As an only child whose friends lived far away, I spent many afternoons in the backyard playing catch alone. I’d throw a tennis ball, a racquetball or one of those dense rubber balls from the grocery store against the cinder block wall of our home — away from the windows — and imagine entire baseball games or specific scenarios. The ball always found a home in my trusty mitt: a brown Wilson with a basket pocket, black trim, a finger hole and a velcro wrist strap. I loved those games, almost as much as the real thing.

My first baseball team was the Astros, in a local rec league. Later I played for the Giants, then the Cardinals. That brown Wilson stayed with me, often fielding tosses from my friend Henrique. We met in third grade and he became my “cousin” on the paperwork so we could always be teammates. We had a similar skill level — which was, sadly, not very high. By eighth grade, neither of us was talented enough to keep playing. Around that time, the strands holding my glove’s fingers together snapped. The dream was over.

My parents found it strange when I insisted on a new glove, but insist I did. A baseball glove belongs to you not because you own it, but because you make it your own. With each grab, each drop of sweat, the leather molds to your hand until it fits you — and you alone. They bought me a maroon Rawlings with a “trapeze” weave-patterned pocket, a finger rest and tan trim. I used it to play catch with Henrique and field balls off the wall in my parents’ backyard. Later, I wore it through three seasons of college intramurals, where our team went from winless to the championship game.

A few years ago, my dog tore it to bits. I was heartbroken, but my wife knows me. For my next birthday, she gifted me a cream-colored Marucci infielder mitt with an I-patterned pocket and a padded wrist. She’s a former softball player herself, so we spent many afternoons tossing a ball around Memorial Park in Provo, Utah, even after our son was born. It wasn’t competitive play, but I considered that glove well broken in.

Then my car was burglarized. It made me think of the 74-year-old Texas man whose wife posted on social media looking for someone to play catch with him a few years back. A dozen strangers showed up, from high school players to fellow retirees. He said baseball was a work of art. That’s how my Marucci looked to me, laying among the other left-behinds on the back seat of my car. The thief even took my son’s diaper bag, but left my glove behind. Maybe a mitt just wasn’t worth anything to him. Or maybe he knew that a baseball glove isn’t a commodity you can trade. It’s a project you do for the love of the art, and it can never belong to anyone but you.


**Aim of the exercise:**
Word for word, quote the lines from the one containing "Locate *human hair*" to the end of the entries below, including both. Leave pictures out.

**Supplied records:**
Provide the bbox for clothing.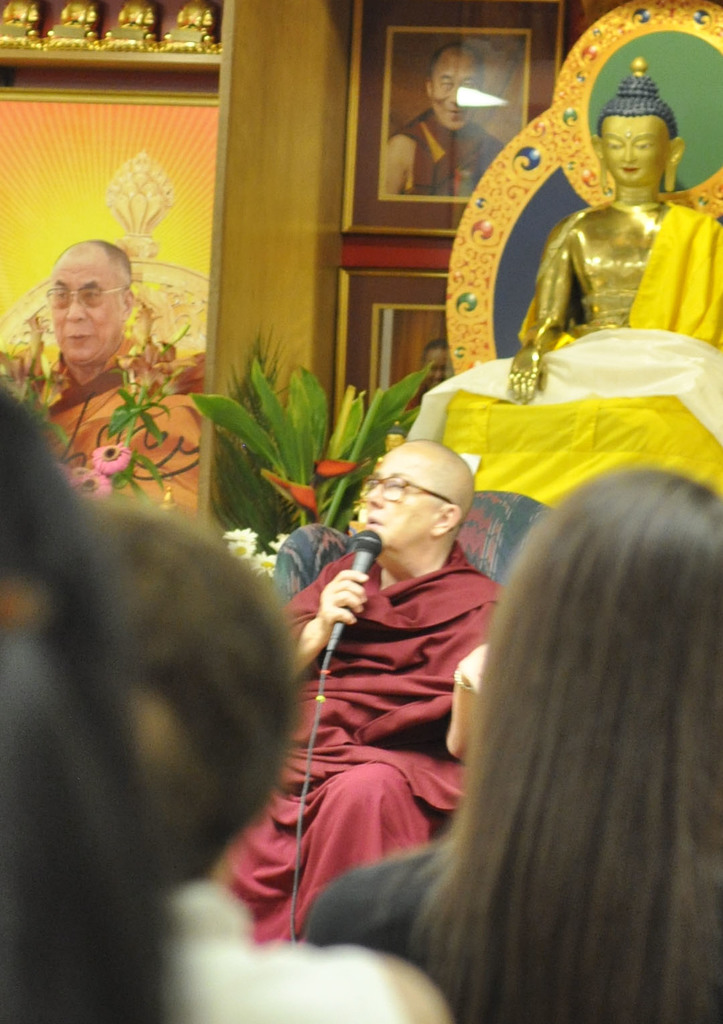
<bbox>438, 200, 722, 509</bbox>.
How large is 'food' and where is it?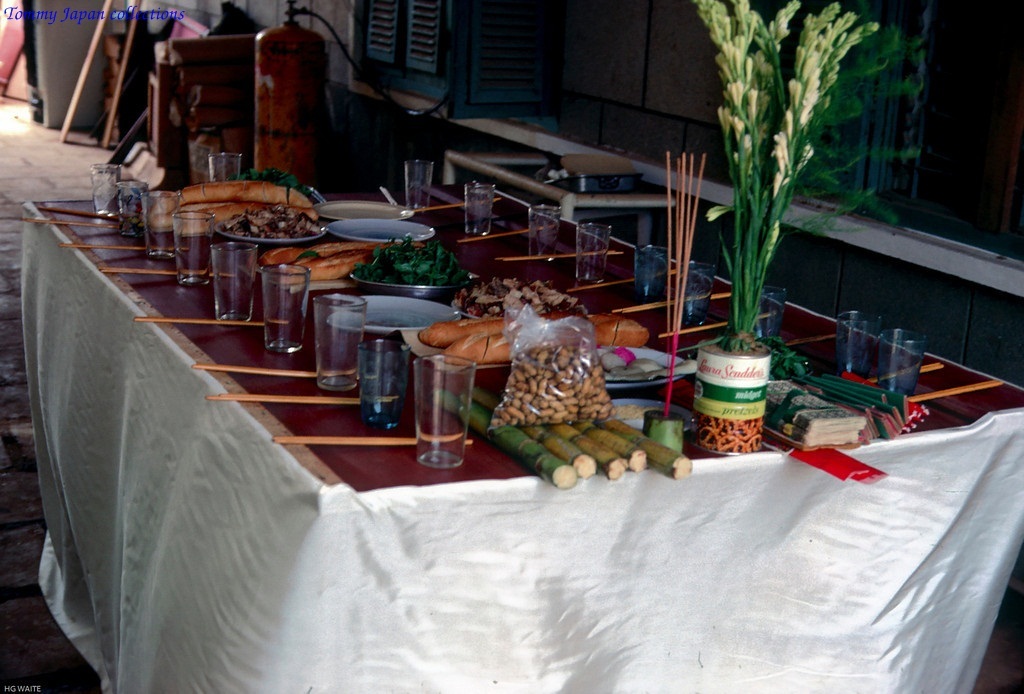
Bounding box: <bbox>417, 310, 625, 347</bbox>.
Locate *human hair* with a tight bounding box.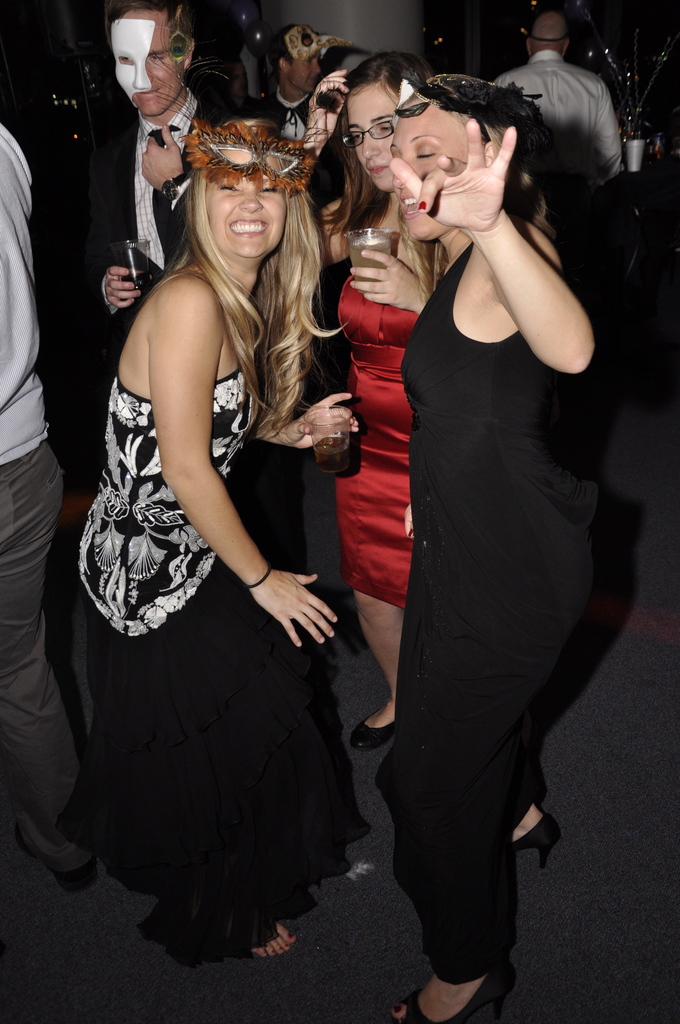
127:93:322:461.
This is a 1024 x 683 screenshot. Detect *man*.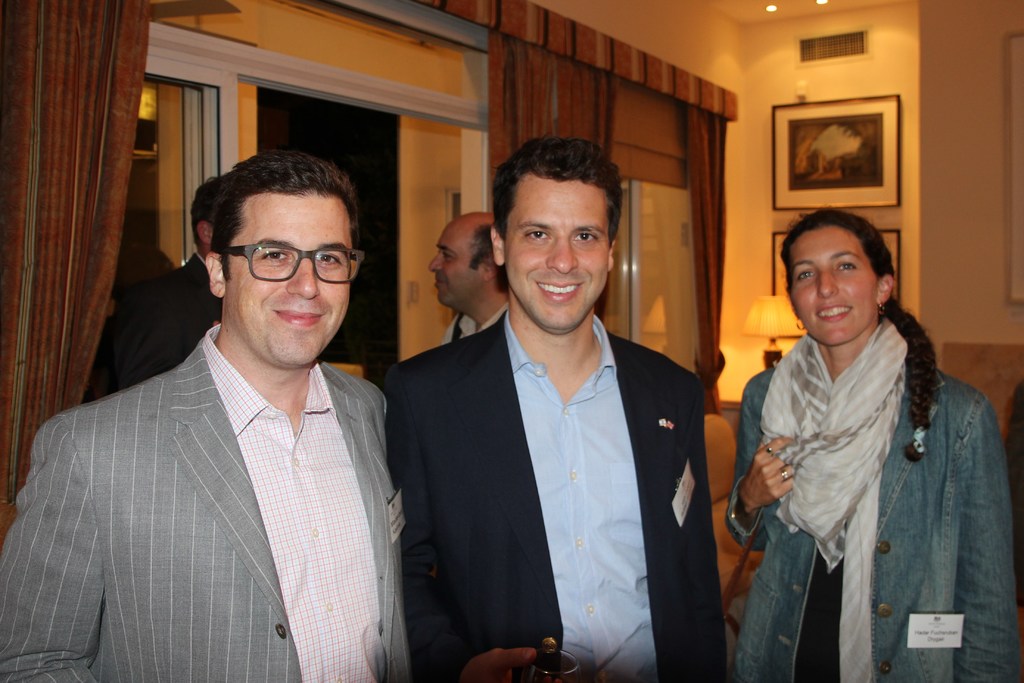
(x1=0, y1=147, x2=413, y2=682).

**Answer box:**
Locate *human hair* with a tight bounding box.
127:93:322:461.
This is a 1024 x 683 screenshot. Detect *man*.
(x1=0, y1=147, x2=413, y2=682).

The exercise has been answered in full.